People were always saying to Margaret, 'Well, Julia sings and Betsy writes. Now what is little Margaret going to do?' Margaret would smile politely, for she was very polite, but privately she stormed to Betsy with flashing eyes, 'I'm not going to do anything. I want to just live. Can't people just live?
I've got to stop thinking about myself so much
about how I look, how I'm impressing someone, whether I'm popular or not. I've got to start thinking about other people, all the people I meet.
They always ate and made tea on the alcohol lamp before going to bed. This was quite in the German tradition, Tilda said. Germans in their homes ate six meals a day: breakfast, second breakfast, dinner, afternoon coffee, supper and in the evening tea or beer with sandwiches and kuchen. Betsy, in the cherry-red bathrobe, and Tilda in a blue one, feasted merrily.
The most important part of religion isn't in any church. It's down in your own heart. Religion is in your thoughts, and in the way you act from day to day, in the way you treat other people. It's honesty, and unselfishness, and kindness. Especially kindness.
Sam!" cried Carney. "I'm afraid I lost the flashlight, but ... "
That was all she said for Sam took her in his arms. Holding her tightly he kissed her muddy face, not once but several times.

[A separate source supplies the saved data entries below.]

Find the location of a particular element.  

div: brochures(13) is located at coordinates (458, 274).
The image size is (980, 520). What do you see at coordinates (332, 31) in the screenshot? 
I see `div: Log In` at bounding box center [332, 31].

Betsy was so full of joy that she had to be alone. She went upstairs to her bedroom and sat down on Uncle Keith's trunk. Behind Tacy's house the sun had set. A wind had sprung up and the trees, their color dimmed, moved under a brooding sky. All the stories she had told Tacy and Tib seemed to be dancing in those trees, along with all the stories she planned to write some day and all the stories she would read at the library. Good stories. Great stories. The classics. Not Rena's novels.